Tuesday, March 24, 2009

Natural Gas Prices Up & Rising

By Mario Parker

March 23 (Bloomberg) -- Natural gas futures rose for a third day in New York on speculation a government plan to lift the economy will prove successful, boosting demand for the industrial and power-plant fuel.

Gas, oil and stock markets gained after the Obama administration said it would finance as much as $1 trillion in purchases of distressed assets. Gas futures are down 68 percent from their 2008 high in July as the recession cut demand from factories and electricity generators.

“There’s a bit of a plan coming together to hopefully stabilize these financial institutions,” said Tom Orr, research director at Weeden & Co. LP in Greenwich, Connecticut. “The banks are higher and I think gas can work its way higher.”

Natural gas for April delivery rose 6.7 cents, or 1.6 percent, to settle at $4.294 per million British thermal units at 2:51 p.m. on the New York Mercantile Exchange. The futures have declined 24 percent this year.

Crude oil for May delivery gained $1.73 or 3.3 percent, to settle at $53.80 a barrel on the exchange. The Standard& Poor’s index of 500 stocks increased 5.2 percent to 808.30 at 3:01 p.m.

Natural gas futures also advanced as a 17 percent rally since March 18 prompted some investors to close out short positions, or bets on falling prices, said Carl Neill, an energy analyst at Risk Management Inc. in Chicago.

Large speculators increased their net-short positions in gas futures by 1 percent to 115,187 contracts in the week ended March 17, Commodity Futures Trading Commission data show.

“The general thinking in this market was overwhelmingly how far it will go down and not if it will go down,” Neill said. “Last week’s reversal caught some people short. There were too many people leaning on the short side of the boat.”

U.S. Rigs

Falling prices in the past year prompted some gas producers to limit supply in an attempt to buoy prices. The number of gas rigs operating in the U.S. has dropped 47 percent to 857 from a peak of 1,606 in September, according to Baker Hughes Inc.

“Just as demand for unleaded fuel had dropped and refiners did a stealth cutback, nat gas producers did the same thing” to support prices, said Michael Rose, a director of trading at Angus Jackson Inc., a brokerage in Fort Lauderdale, Florida.

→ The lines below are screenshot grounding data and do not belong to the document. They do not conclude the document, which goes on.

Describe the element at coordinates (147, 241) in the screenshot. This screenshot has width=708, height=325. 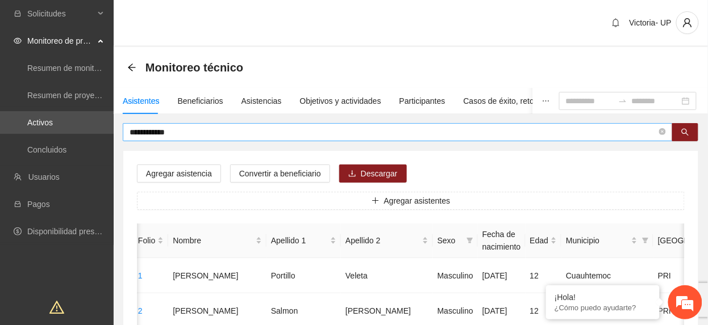
I see `span: Folio` at that location.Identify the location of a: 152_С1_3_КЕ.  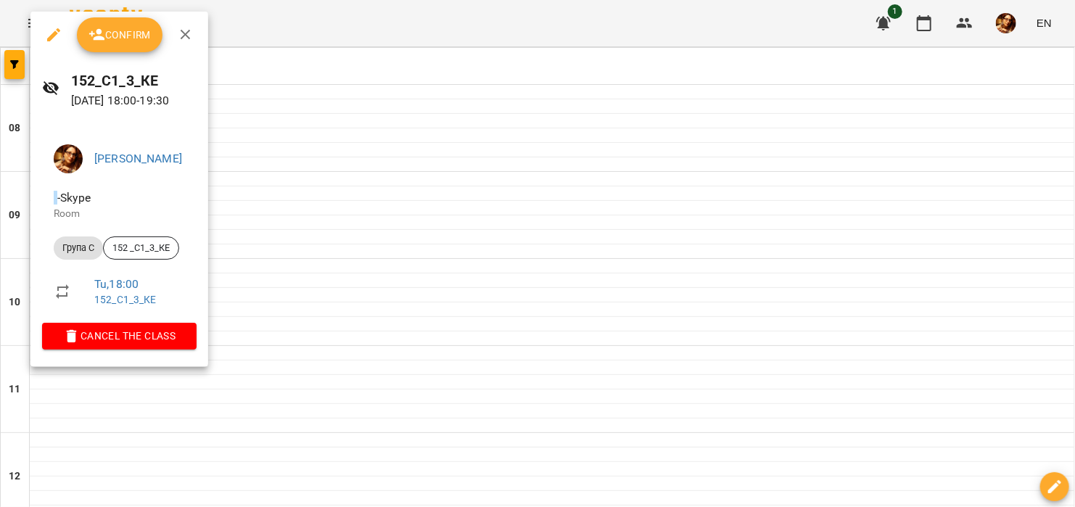
(125, 299).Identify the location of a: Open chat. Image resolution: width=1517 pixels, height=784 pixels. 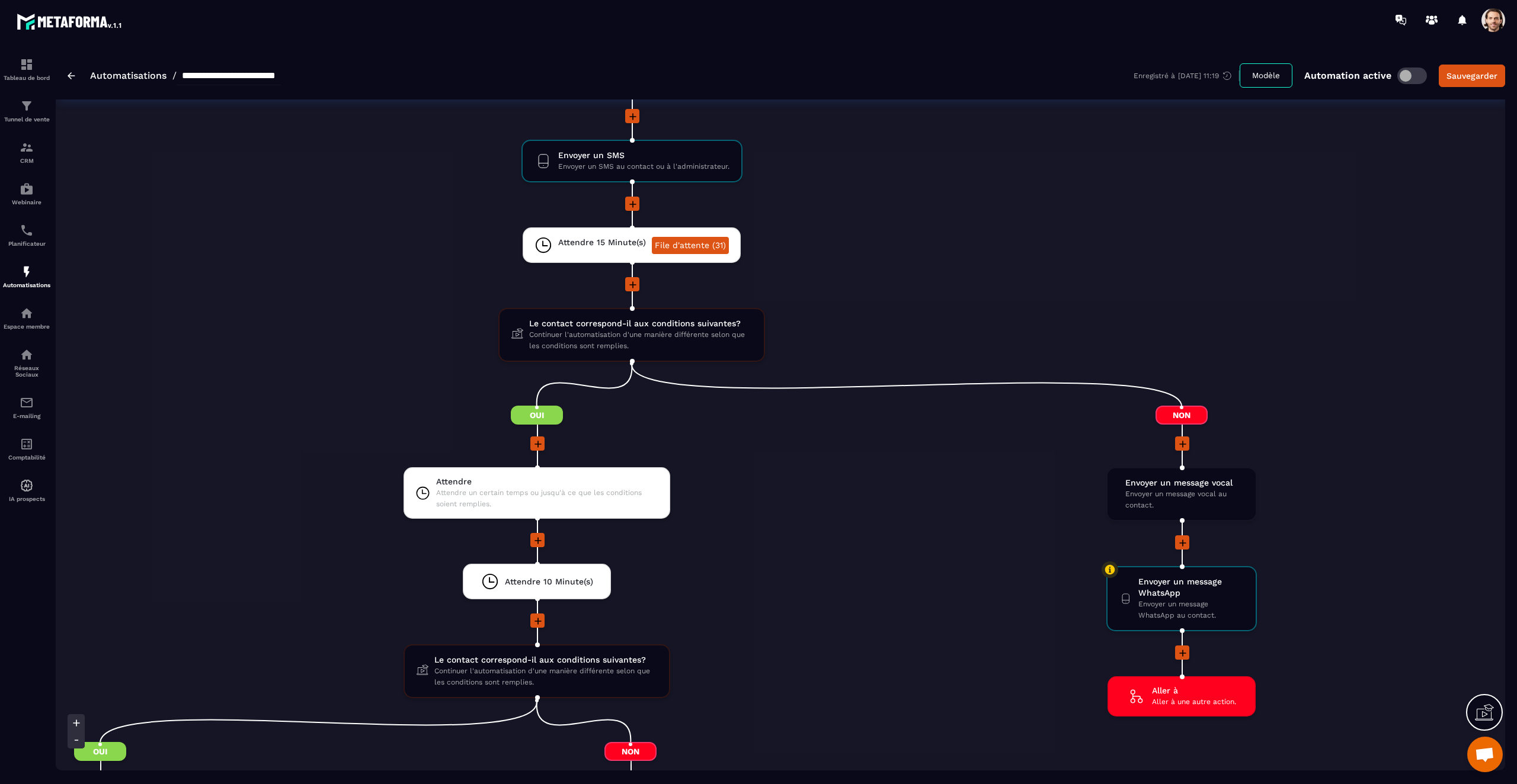
(1485, 755).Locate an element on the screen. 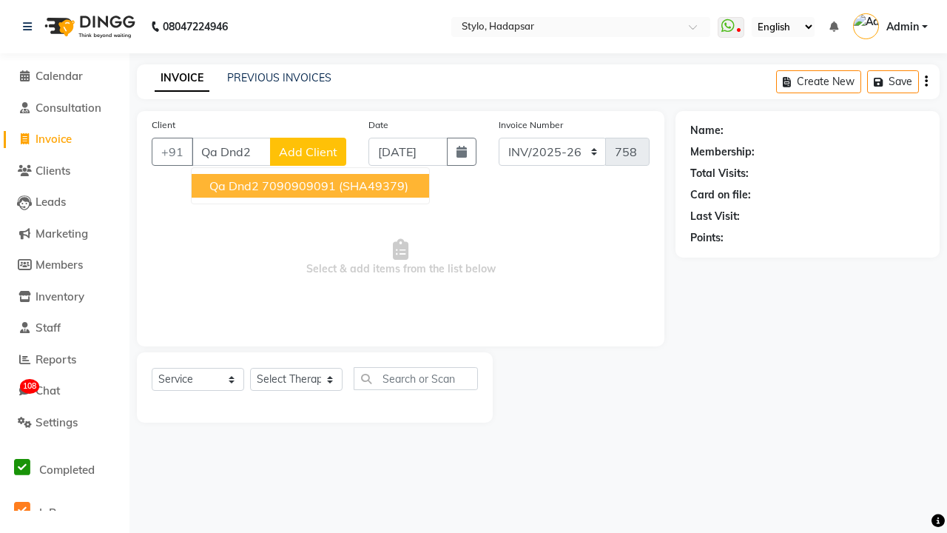 The width and height of the screenshot is (947, 533). a: INVOICE is located at coordinates (182, 78).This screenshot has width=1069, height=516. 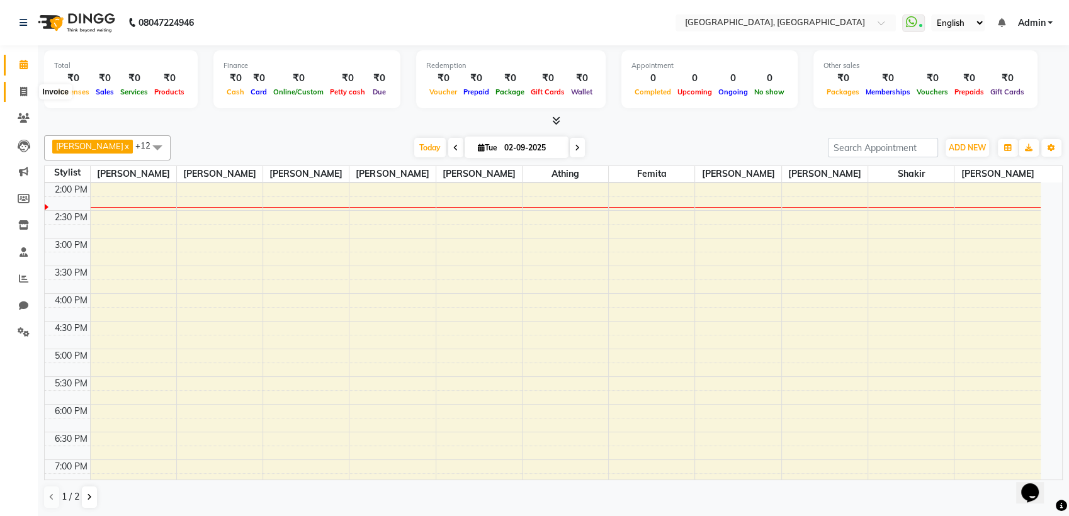 I want to click on span: No show, so click(x=769, y=92).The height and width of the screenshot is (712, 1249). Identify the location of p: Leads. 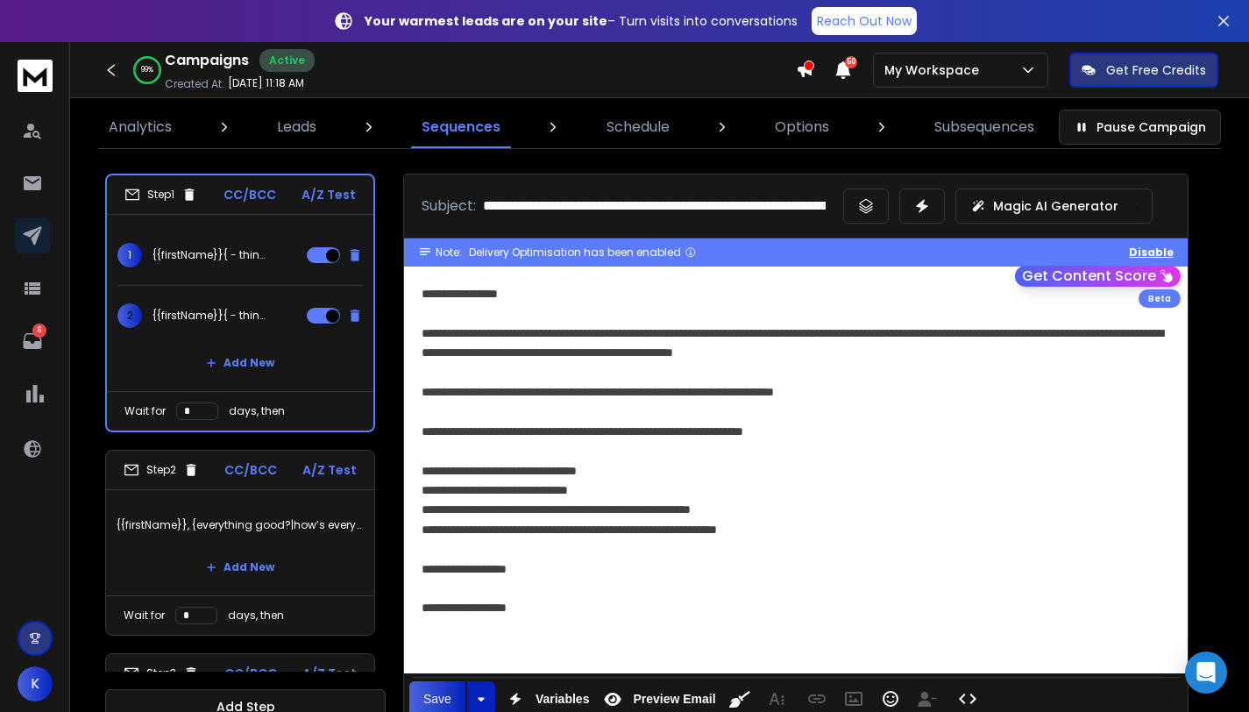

Prices will average $6.84 per million Btu in the fourth quarter, according to a Bloomberg survey of 20 analysts. Gas may rise further in 2010 to average $7.50 for the year.

Demand for the fuel has been stifled by factory shutdowns and slowdowns during the recession. Output at factories, mines and utilities in the U.S. dropped 1.4 percent in February after a revised 1.9 percent decline in January, the Federal Reserve said March 16.

Nucor Corp., the largest U.S. steelmaker, revised its first-quarter forecast from a profit to a loss because of lower- than-expected demand. Nucor’s steel mills will run at about 43 percent of capacity in the first quarter, down from 48 percent in the previous period, the company said March 16.

U.S. steel plants operated at 41 percent of capacity in the week ended March 14, down from with 90 percent in the same period a year earlier, the American Iron and Steel Institute said March 16.